Court Finds Company Owners Not Responsible for Multiemployer Plan Withdrawal Liability

The 9th Circuit depended on its own precedent in finding that unpaid contributions to employee benefit funds are not plan assets and, therefore, the company owners are not fiduciaries under ERISA with respect to unpaid withdrawal liability.

The 9th U.S. Circuit Court of Appeals, citing its own precedent, has ruled that the owners of a company that was part of a multiemployer benefit plan were not fiduciaries with respect to withdrawal liability owed to the plan.

The trustees of Glazing Health and Welfare Fund and several other employee benefit trust funds appeal from a district court’s dismissal of their lawsuit against the sole owners and officers of Accuracy Glass & Mirror Company, Inc. The lawsuit sought unpaid contributions owed under the contracts governing the benefit plans that the trusts managed for Accuracy. The trusts argue that, pursuant to those contracts, the unpaid contributions were trust assets over which the owners exercised control and that the trusts therefore could sue the individuals as fiduciaries to collect those contributions.

However, the appellate court agreed with the district court that a previous 9th Circuit case, Bos v. Board of Trustees, which held that parties to an Employee Retirement Income Security Act (ERISA) plan cannot designate unpaid contributions as plan assets, forecloses the trusts’ claim.

The appellate court noted that in Cline v. Industrial Maintenance Engineering & Contracting Co., it adopted the general rule that “[u]ntil the employer pays the employer contributions over to the plan, the contributions do not become plan assets over which fiduciaries of the plan have a fiduciary obligation.”

In addition, after recognizing disagreement in sister circuits over whether an individual who controls money contractually owed to ERISA funds is a fiduciary under ERISA, the 9th Circuit, in Bos, sided with the circuits that “declined to apply an exception to the general rule that an employer cannot be an ERISA fiduciary with respect to unpaid contributions.”

“In other words, we held that even an ERISA plan that treats unpaid contributions as plan assets does not make an employer a fiduciary with respect to those owed funds,” the panel wrote in its current opinion.

The trusts argue that Bos does not control in this ERISA case because it was a bankruptcy case, and fiduciary duties are construed more broadly under ERISA than under the Bankruptcy Code. The trusts cited In re Cantrell, in which the 9th Circuit said, “To help fulfill ERISA’s broadly protective purposes, Congress commodiously imposed fiduciary standards on persons whose actions affect the amount of benefits retirement plan participants will receive.”

However, the appellate court pointed out that in Bos, it declined to recognize an exception to the “general rule that unpaid contributions to employee benefit funds are not plan assets” and accordingly held that Bos was not a fiduciary under ERISA. Although the trusts argue that this result conflicts with ERISA policy, the appellate court said it, as a three-judge panel, is bound by Bos, regardless, citing Miller v. Gammie, which said a prior circuit decision on a question of federal law is binding on a three-judge panel in the absence of an intervening Supreme Court decision.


§ DIRECTIONS
Exact wording is required: transcribe all the entries and leave the images out.

§ TASK DATA
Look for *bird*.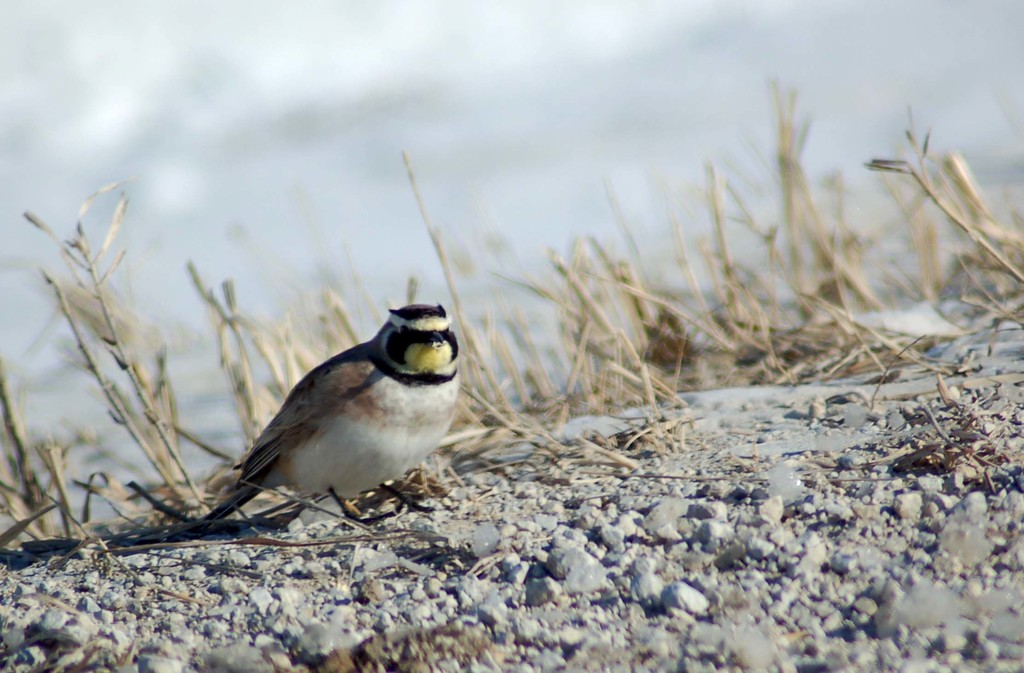
Found: region(10, 301, 465, 549).
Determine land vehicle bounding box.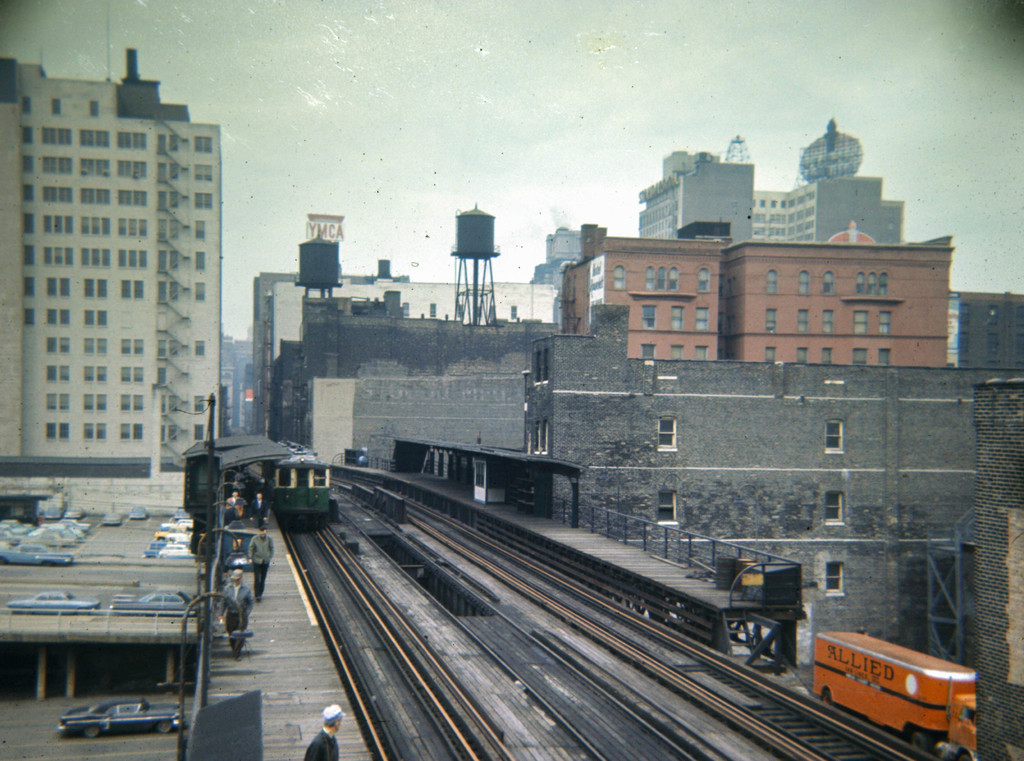
Determined: <bbox>60, 698, 184, 739</bbox>.
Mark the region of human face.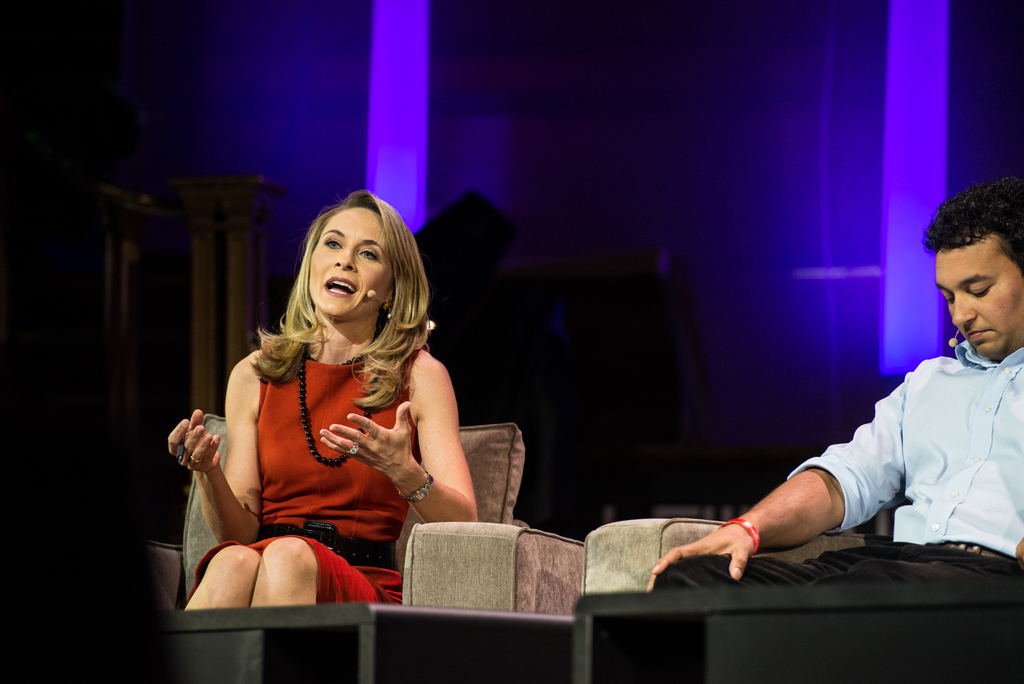
Region: bbox=(310, 198, 397, 332).
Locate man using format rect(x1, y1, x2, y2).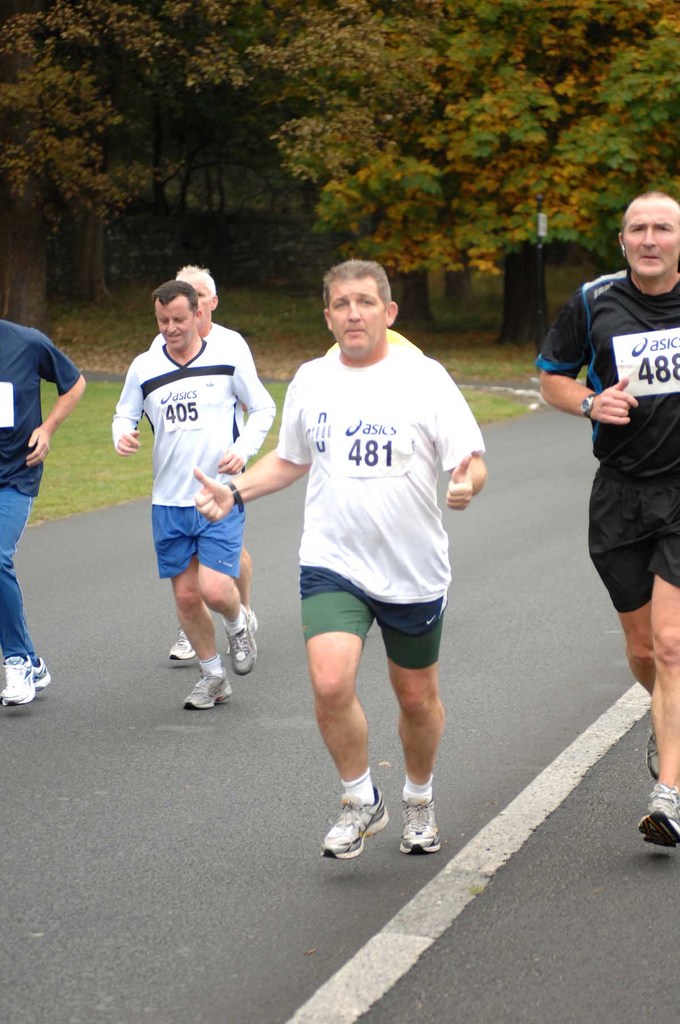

§ REPLY
Look for *bird*.
Found: region(10, 301, 465, 549).
Determine land vehicle bounding box.
Determined: <bbox>60, 698, 184, 739</bbox>.
Mark the region of human face.
Region: bbox=(310, 198, 397, 332).
Locate man using format rect(x1, y1, x2, y2).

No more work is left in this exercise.